To make matters worse all these delete markers
get replicated as well in a replicated setup,
requiring two ILM settings on each site.
This PR is an attempt to address this inferior
implementation by deviating MinIO towards an
idempotent delete marker implementation i.e
MinIO will never create any more than single
consecutive delete markers.
This significantly reduces operational overhead
by making versioning more useful for real data.
This is an S3 spec deviation for pragmatic reasons.
> Dependency Review GitHub Action in your repository to enforce dependency
> reviews on your pull requests.
> The action scans for vulnerable versions of dependencies introduced by package version
> changes in pull requests,
> and warns you about the associated security vulnerabilities.
> This gives you better visibility of what's changing in a pull request,
> and helps prevent vulnerabilities from being added to your repository.

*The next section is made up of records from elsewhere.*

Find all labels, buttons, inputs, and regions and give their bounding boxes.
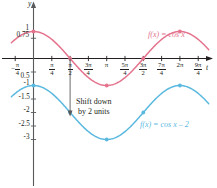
- x-tick-label: 3π4: [84, 62, 93, 76]
- x-tick-label: π: [105, 62, 109, 69]
- data-point: [178, 84, 182, 88]
- shift-annotation: Shift down by 2 units: [76, 97, 111, 117]
- y-axis-label: y: [28, 0, 31, 8]
- x-tick-label: π4: [49, 62, 54, 76]
- x-tick-label: 3π2: [139, 62, 148, 76]
- x-tick-label: −π4: [11, 62, 20, 76]
- y-tick-label: -3: [24, 134, 30, 141]
- y-axis-arrowhead: [31, 2, 36, 9]
- y-tick-label: -1.5: [19, 94, 30, 101]
- function-label-cos-x-minus-2: f(x) = cos x – 2: [140, 121, 189, 129]
- y-tick-label: -1: [24, 80, 30, 87]
- x-tick-label: 2π: [176, 62, 183, 69]
- function-label-cos-x: f(x) = cos x: [148, 31, 185, 39]
- x-axis-label: t: [206, 64, 208, 72]
- plot-canvas: [0, 0, 217, 188]
- cosine-shift-graph: −π4π4π23π4π5π43π27π42π9π4 10.750.5-1-1.5…: [0, 0, 217, 188]
- data-point: [32, 84, 36, 88]
- data-point: [105, 84, 109, 88]
- shift-annotation-line1: Shift down: [76, 97, 111, 106]
- y-tick-label: -2.5: [19, 121, 30, 128]
- data-point: [105, 138, 109, 142]
- x-axis-arrowhead: [206, 56, 213, 61]
- shift-annotation-line2: by 2 units: [78, 107, 110, 116]
- y-tick-label: 0.75: [17, 32, 30, 39]
- data-point: [141, 57, 145, 61]
- data-point: [141, 111, 145, 115]
- x-tick-label: 9π4: [194, 62, 203, 76]
- data-point: [32, 30, 36, 34]
- x-tick-label: π2: [68, 62, 73, 76]
- y-tick-label: -2: [24, 107, 30, 114]
- x-tick-label: 5π4: [120, 62, 129, 76]
- x-tick-label: 7π4: [157, 62, 166, 76]
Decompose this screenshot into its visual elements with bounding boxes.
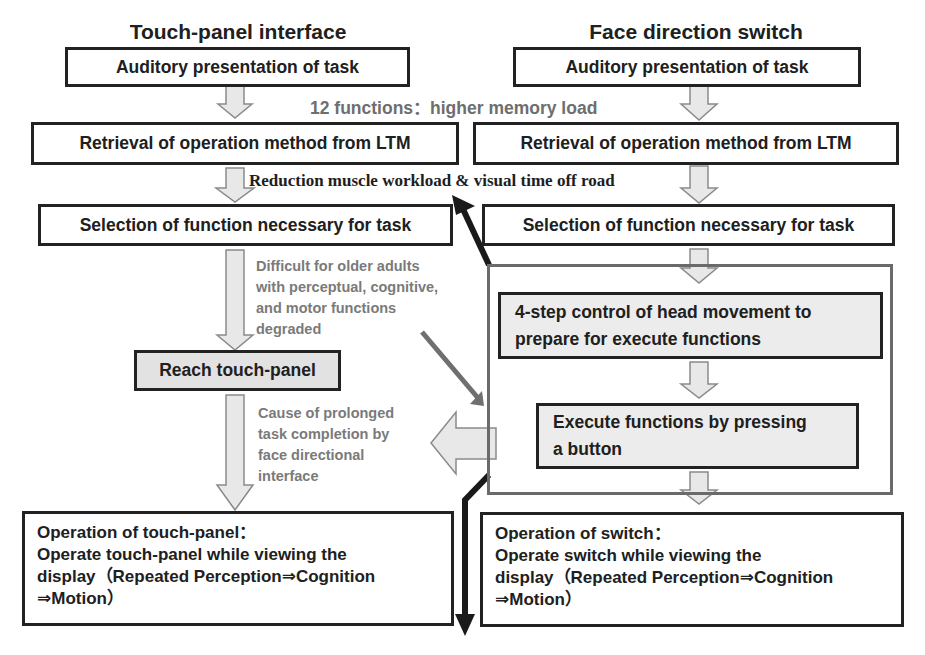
cause-line4: interface [258,466,394,487]
left-selection-box: Selection of function necessary for task [38,204,453,246]
left-retrieval-label: Retrieval of operation method from LTM [79,133,410,154]
cause-line3: face directional [258,445,394,466]
head-control-line2: prepare for execute functions [515,326,812,353]
difficult-line2: with perceptual, cognitive, [256,277,438,298]
right-retrieval-box: Retrieval of operation method from LTM [473,122,899,165]
execute-line1: Execute functions by pressing [553,409,807,436]
right-selection-label: Selection of function necessary for task [523,215,855,236]
execute-functions-box: Execute functions by pressing a button [536,403,859,469]
left-retrieval-box: Retrieval of operation method from LTM [31,122,459,165]
difficult-line3: and motor functions [256,298,438,319]
difficult-line1: Difficult for older adults [256,256,438,277]
right-operation-line3: ⇒Motion） [495,589,889,611]
head-control-line1: 4-step control of head movement to [515,299,812,326]
touch-panel-title: Touch-panel interface [108,20,368,44]
right-retrieval-label: Retrieval of operation method from LTM [520,133,851,154]
difficult-note: Difficult for older adults with perceptu… [256,256,438,340]
memory-load-note: 12 functions：higher memory load [310,98,597,119]
cause-line1: Cause of prolonged [258,403,394,424]
left-operation-heading: Operation of touch-panel： [37,522,439,544]
right-operation-line2: display（Repeated Perception⇒Cognition [495,567,889,589]
cause-note: Cause of prolonged task completion by fa… [258,403,394,487]
left-selection-label: Selection of function necessary for task [80,215,412,236]
right-operation-box: Operation of switch： Operate switch whil… [480,512,904,627]
reach-touch-panel-label: Reach touch-panel [159,360,316,381]
left-auditory-label: Auditory presentation of task [116,57,359,78]
left-operation-box: Operation of touch-panel： Operate touch-… [22,511,454,626]
cause-line2: task completion by [258,424,394,445]
right-selection-box: Selection of function necessary for task [482,204,895,246]
right-operation-heading: Operation of switch： [495,523,889,545]
face-switch-title: Face direction switch [566,20,826,44]
execute-line2: a button [553,436,807,463]
head-control-box: 4-step control of head movement to prepa… [498,292,883,359]
left-operation-line1: Operate touch-panel while viewing the [37,544,439,566]
right-auditory-box: Auditory presentation of task [513,47,861,87]
flow-diagram: Touch-panel interface Face direction swi… [0,0,925,655]
left-auditory-box: Auditory presentation of task [65,47,410,87]
left-operation-line2: display（Repeated Perception⇒Cognition [37,566,439,588]
right-auditory-label: Auditory presentation of task [565,57,808,78]
left-operation-line3: ⇒Motion） [37,588,439,610]
gray-diagonal-arrow [422,332,478,398]
difficult-line4: degraded [256,319,438,340]
reach-touch-panel-box: Reach touch-panel [134,350,341,391]
right-operation-line1: Operate switch while viewing the [495,545,889,567]
reduction-note: Reduction muscle workload & visual time … [249,171,615,191]
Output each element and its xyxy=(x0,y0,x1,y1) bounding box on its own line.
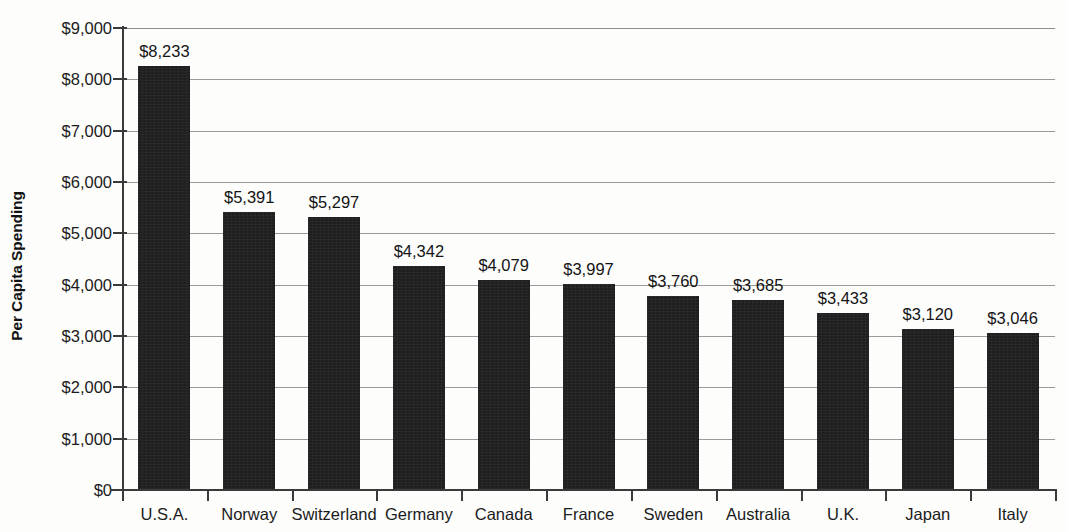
x-axis-tick xyxy=(801,490,803,501)
x-axis-category-label: Japan xyxy=(905,505,950,524)
x-axis-tick xyxy=(461,490,463,501)
x-axis-tick xyxy=(631,490,633,501)
y-axis-tick-label: $2,000 xyxy=(16,378,112,397)
x-axis-category-label: Canada xyxy=(475,505,533,524)
x-axis-tick xyxy=(376,490,378,501)
bar-value-label: $3,685 xyxy=(733,276,783,295)
y-axis-tick xyxy=(113,232,127,234)
bar[interactable] xyxy=(647,296,699,489)
bar[interactable] xyxy=(478,280,530,489)
y-axis-tick-label: $1,000 xyxy=(16,429,112,448)
bar[interactable] xyxy=(732,300,784,489)
y-axis-tick xyxy=(113,284,127,286)
x-axis-category-label: Italy xyxy=(997,505,1027,524)
bar[interactable] xyxy=(223,212,275,489)
x-axis-category-label: Norway xyxy=(221,505,277,524)
y-axis-tick-label: $9,000 xyxy=(16,19,112,38)
y-axis-tick-labels: $9,000$8,000$7,000$6,000$5,000$4,000$3,0… xyxy=(8,0,112,532)
y-axis-tick-label: $3,000 xyxy=(16,327,112,346)
x-axis-tick xyxy=(546,490,548,501)
x-axis-tick xyxy=(885,490,887,501)
y-axis-tick xyxy=(113,335,127,337)
y-axis-tick-label: $5,000 xyxy=(16,224,112,243)
bar[interactable] xyxy=(817,313,869,489)
bar-value-label: $3,046 xyxy=(987,309,1037,328)
x-axis-tick xyxy=(716,490,718,501)
y-axis-tick xyxy=(113,27,127,29)
y-axis-tick-label: $4,000 xyxy=(16,275,112,294)
bar-value-label: $5,297 xyxy=(309,193,359,212)
bar-value-label: $3,760 xyxy=(648,272,698,291)
bar[interactable] xyxy=(308,217,360,489)
y-axis-tick-label: $0 xyxy=(16,481,112,500)
bar-value-label: $4,342 xyxy=(394,242,444,261)
y-axis-tick xyxy=(113,181,127,183)
y-axis-tick xyxy=(113,130,127,132)
x-axis-category-label: Sweden xyxy=(643,505,703,524)
x-axis-category-label: Germany xyxy=(385,505,453,524)
x-axis-tick xyxy=(970,490,972,501)
bar-chart: Per Capita Spending $9,000$8,000$7,000$6… xyxy=(0,0,1068,532)
bar-value-label: $8,233 xyxy=(139,42,189,61)
x-axis-category-label: Australia xyxy=(726,505,790,524)
x-axis-tick xyxy=(207,490,209,501)
bar[interactable] xyxy=(563,284,615,489)
x-axis-category-label: U.K. xyxy=(827,505,859,524)
bar[interactable] xyxy=(138,66,190,489)
x-axis-line xyxy=(110,489,1057,491)
x-axis-category-label: Switzerland xyxy=(291,505,376,524)
bar-value-label: $4,079 xyxy=(478,256,528,275)
bar-value-label: $5,391 xyxy=(224,188,274,207)
y-axis-tick-label: $7,000 xyxy=(16,121,112,140)
x-axis-tick xyxy=(292,490,294,501)
bars-layer xyxy=(122,28,1055,489)
bar[interactable] xyxy=(987,333,1039,489)
bar[interactable] xyxy=(902,329,954,489)
bar-value-label: $3,997 xyxy=(563,260,613,279)
y-axis-tick xyxy=(113,438,127,440)
y-axis-tick-label: $6,000 xyxy=(16,173,112,192)
x-axis-category-label: France xyxy=(563,505,614,524)
bar[interactable] xyxy=(393,266,445,489)
y-axis-tick xyxy=(113,78,127,80)
y-axis-tick xyxy=(113,386,127,388)
y-axis-tick xyxy=(113,489,127,491)
x-axis-tick xyxy=(1055,490,1057,501)
y-axis-tick-label: $8,000 xyxy=(16,70,112,89)
bar-value-label: $3,433 xyxy=(818,289,868,308)
x-axis-tick xyxy=(122,490,124,501)
x-axis-category-label: U.S.A. xyxy=(141,505,189,524)
bar-value-label: $3,120 xyxy=(903,305,953,324)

https://docs.github.com/en/code-security/supply-chain-security/understanding-your-software-supply-chain/about-dependency-review#dependency-review-enforcement
Signed-off-by: Naveen <172697+naveensrinivasan@users.noreply.github.com>
Use losetup to create fake disks, start a MinIO cluster, umount
one disk, and fails if the mount point directory will have format.json
recreated. It should fail because the mount point directory will belong
to the root disk after unmount.
Current code incorrectly passed the
config asset object name while decommissioning,
make sure that we pass the right object name
to be hashed on the newer set of pools.
This PR fixes situations after a successful
decommission, the users and policies might go
missing due to wrong hashed set.
- When using multiple providers, claim-based providers are not allowed. All
providers must use role policies.
- Update markdown config to allow `details` HTML element
This commit replaces the KMS / KES environment
variables with `MINIO_KMS_SECRET_KEY` when testing
healing on CI.
This change is necessary since KES `0.18.0` introduced
some API breaking changes and the healing tests run
a test (`verify-3604`) that requires an older MinIO
version (e.g. `2021-11-24T23-19-33Z`) which is not
able to parse a KES error as expected.
This commit allows the KES instance at `https://play.min.io:7373`
to get updated to newer versions.
Signed-off-by: Andreas Auernhammer <hi@aead.dev>
In a multi-pool setup when disks are coming up, or in a single pool
setup let's say with 100's of erasure sets with a slow network.
It's possible when healing is attempted on `.minio.sys/config`
folder, it can lead to healing unexpectedly deleting some policy
files as dangling due to a mistake in understanding when `isObjectDangling`
is considered to be 'true'.
This issue happened in commit 30135eed86
when we assumed the validMeta with empty ErasureInfo is considered
to be fully dangling. This implementation issue gets exposed when
the server is starting up.
This is most easily seen with multiple-pool setups because of the
disconnected fashion pools that come up. The decision to purge the
object as dangling is taken incorrectly prior to the correct state
being achieved on each pool, when the corresponding drive let's say
returns 'errDiskNotFound', a 'delete' is triggered. At this point,
the 'drive' comes online because this is part of the startup sequence
as drives can come online lazily.
This kind of situation exists because we allow (totalDisks/2) number
of drives to be online when the server is being restarted.
Implementation made an incorrect assumption here leading to policies
getting deleted.
Added tests to capture the implementation requirements.
data shards were wrong due to a healing bug
reported in #13803 mainly with unaligned object
sizes.
This PR is an attempt to automatically avoid
these shards, with available information about
the `xl.meta` and actually disk mtime.